The discussion began by placing emergency powers in historical perspective. Riley emphasized that the early republic faced grave threats without immediately abandoning constitutional regular order, using the catastrophic 1791 defeat at the Wabash River as a test case for evaluating what should count as a true emergency. Milkis then traced the rise of the modern presidency from Franklin Roosevelt forward, arguing that executive power shifted from episodic expansions during crisis to a more permanent, institutionalized feature of American politics. The emergence of the national security state, the administrative state, and the president as the routine “first mover” in politics fundamentally altered the constitutional balance.
The panel gave particular attention to the post-Watergate reform era. Dayton explained how Congress attempted to place guardrails on presidential power through statutes such as the War Powers Resolution, the National Emergencies Act, the Arms Export Control Act, and the International Emergency Economic Powers Act. Many of these statutes originally relied on legislative veto mechanisms that gave Congress a practical way to terminate or block executive action. But the Supreme Court’s 1983 decision in INS v. Chadha weakened that settlement, leaving Congress dependent on legislation that is subject to presidential veto and therefore often requires a politically unrealistic supermajority to override.
Goitein underscored how the National Emergencies Act has become largely ineffective as a constraint. Its safeguards, periodic congressional review, annual renewal requirements, and reporting obligations, have often been ignored, routinized, or reduced to paperwork. Several national emergencies remain in effect for decades, including those tied to the Iran hostage crisis and 9/11. Outside the IEEPA sanctions context, emergency declarations were historically rare, but recent presidents have increasingly used emergency authorities to pursue contested domestic policy objectives, including border-wall funding, student-loan cancellation, and tariffs.
The conference also examined the U.S. Congress’s role in this imbalance. Glassman argued that Congress is not simply an obstacle to presidential action; it is a positive constitutional good because it provides representation, deliberation, and public accountability that no president can replicate.
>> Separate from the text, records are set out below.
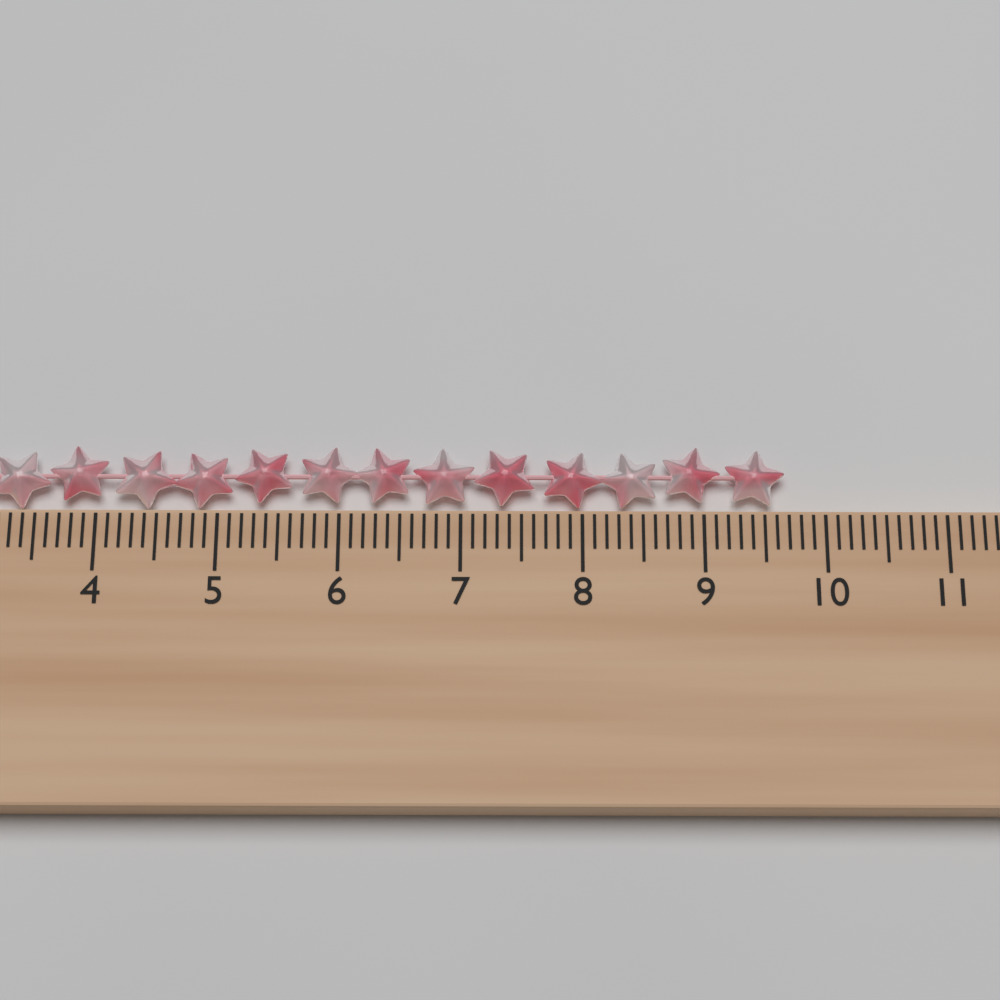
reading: 9.7 cm
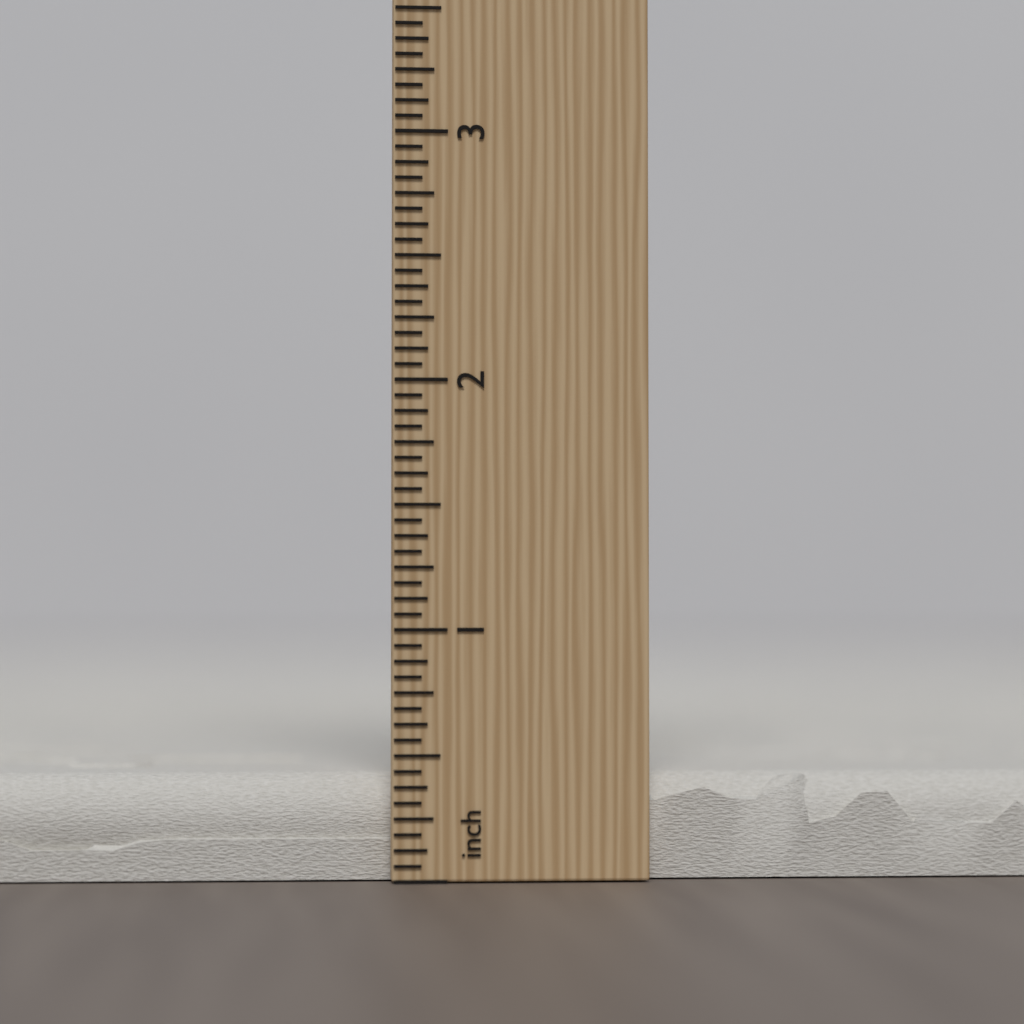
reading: 0.4375 inch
Galston added that Congress has repeatedly transferred authority to the executive and then failed to reclaim it. Polarization, narrow majorities, party discipline, and the habit of campaigning against Congress have made the institution less capable of performing its core constitutional functions.
The Supreme Court’s recent emergency-powers ruling formed a central reference point. The panelists noted that the Court did not directly decide whether the asserted emergency behind the tariffs was genuine. Instead, it asked whether IEEPA clearly authorized the president’s action. Chief Justice Roberts’s reliance on Justice Robert Jackson’s warning that “emergency powers would tend to kindle emergencies” was treated as especially important because it signals that courts may scrutinize emergency-based claims more carefully when they threaten to displace Congress. Justice Gorsuch’s concurrence also drew attention for emphasizing the constitutional value of legislative deliberation and the dangers of broad executive lawmaking.
For ISSE, this conference is directly relevant. It shows how emergency powers can migrate from rare crisis tools into routine instruments of governance. The panel connects the expansion of executive emergency authority to congressional dysfunction, judicial doctrine, the post-9/11 security state, party polarization, and declining public trust. Most importantly, it reinforces a central ISSE concern: the danger is not only that presidents may misuse emergency powers in moments of genuine crisis, but that emergency governance can become a standing substitute for democratic lawmaking.